Katrina Blears, 39, from Guildford, who has two children aged three and five, says her self-image changed as a result of child-bearing. “I felt as though I had been shredded after the birth of my second child. It took a long time to heal, and, to put it delicately, everything was left a bit lopsided and flappy. I felt about as feminine as a Soviet shot-putter. I don´t think it would have made much difference to my husband either way, because the muscles were all okay, but the fact I feel sexier and better about myself has made a huge difference to both of us.”

Sheela Purkayastha, a private specialist in vaginal tightening and “rejuvenation” in London´s West End, concedes that most of her fellow senior gynaecologists take a dim view of labiaplasty. Undaunted, she is now getting requests for up to two operations a week, and has even been to California to learn how to perform the procedure using a special laser that burns away the excess skin and avoids the need for stitching. “I would never do this on someone with normal labia, but I see plenty of women with abnormal ones,” she says. “Only the other day I had a patient in her fifties who had a difficult birth 18 years ago. She had suffered discomfort and embarrassment from an extended labia ever since, and now her life has been transformed.”

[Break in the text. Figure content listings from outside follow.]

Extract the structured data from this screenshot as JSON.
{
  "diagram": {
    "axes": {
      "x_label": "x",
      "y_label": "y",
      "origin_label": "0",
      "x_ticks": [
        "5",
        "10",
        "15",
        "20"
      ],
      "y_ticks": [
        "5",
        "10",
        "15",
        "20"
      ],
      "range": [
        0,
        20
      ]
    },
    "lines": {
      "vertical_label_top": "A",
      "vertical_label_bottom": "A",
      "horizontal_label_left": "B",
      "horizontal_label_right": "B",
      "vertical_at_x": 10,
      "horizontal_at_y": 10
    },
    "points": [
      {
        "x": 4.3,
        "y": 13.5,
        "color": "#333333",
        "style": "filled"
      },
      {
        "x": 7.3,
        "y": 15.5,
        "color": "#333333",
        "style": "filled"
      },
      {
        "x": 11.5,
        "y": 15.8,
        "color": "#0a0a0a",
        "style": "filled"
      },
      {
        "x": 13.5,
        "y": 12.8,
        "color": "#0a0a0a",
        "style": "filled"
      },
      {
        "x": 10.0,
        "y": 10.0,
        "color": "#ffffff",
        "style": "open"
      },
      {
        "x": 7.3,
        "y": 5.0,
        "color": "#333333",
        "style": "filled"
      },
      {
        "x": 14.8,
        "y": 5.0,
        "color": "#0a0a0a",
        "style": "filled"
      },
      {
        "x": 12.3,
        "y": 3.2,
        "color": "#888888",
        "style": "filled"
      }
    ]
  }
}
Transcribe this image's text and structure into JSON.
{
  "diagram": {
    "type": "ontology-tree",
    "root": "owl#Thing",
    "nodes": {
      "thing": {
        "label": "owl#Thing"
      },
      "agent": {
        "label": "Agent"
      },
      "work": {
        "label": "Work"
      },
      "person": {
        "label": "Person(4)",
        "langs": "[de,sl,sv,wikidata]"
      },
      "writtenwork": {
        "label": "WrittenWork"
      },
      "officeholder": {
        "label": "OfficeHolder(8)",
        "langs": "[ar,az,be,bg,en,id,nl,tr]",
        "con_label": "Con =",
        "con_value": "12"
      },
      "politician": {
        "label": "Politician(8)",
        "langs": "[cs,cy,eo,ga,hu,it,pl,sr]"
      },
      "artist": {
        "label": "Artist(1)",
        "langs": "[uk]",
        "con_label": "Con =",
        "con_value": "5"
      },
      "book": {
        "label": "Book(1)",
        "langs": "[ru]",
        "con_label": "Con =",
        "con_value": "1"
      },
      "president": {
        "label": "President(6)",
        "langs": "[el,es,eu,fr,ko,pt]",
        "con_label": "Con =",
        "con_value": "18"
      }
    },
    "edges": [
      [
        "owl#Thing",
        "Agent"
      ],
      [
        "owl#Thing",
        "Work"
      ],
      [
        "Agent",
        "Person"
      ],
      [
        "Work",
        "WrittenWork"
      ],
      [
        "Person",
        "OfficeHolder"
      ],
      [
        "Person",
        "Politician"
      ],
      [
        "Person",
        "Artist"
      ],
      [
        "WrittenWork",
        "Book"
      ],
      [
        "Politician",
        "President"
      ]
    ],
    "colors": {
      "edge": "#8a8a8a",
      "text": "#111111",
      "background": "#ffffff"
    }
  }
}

Others are at pains to point out that the operation is not being sought by nymphomaniacs or exhibitionists. Paul Banwell, a spokesman for the British Association of Aesthetic Plastic Surgeons, who does labiaplasty on the NHS as well as privately, says: “My patients are not people in the glamour industry – pole dancers and porn stars – these are middle-aged mothers, professionals and businesswomen who experience functional discomfort cycling or working out in a gym, often as a result of elongation of the labia during childbirth. It is about self-esteem, self-worth and quality of life. These are women in their forties, fifties and sixties who have been concerned about it for very many years before they seek help.” Like the other specialists, however, Banwell recognises that “normal” is a subjective notion, and one affected by fashion.

Media images of labial perfection are more likely to dictate trends than feminist blandishments. Labial sculpting, then, along with Botox , boob jobs and highlights, looks as if it´s here to stay.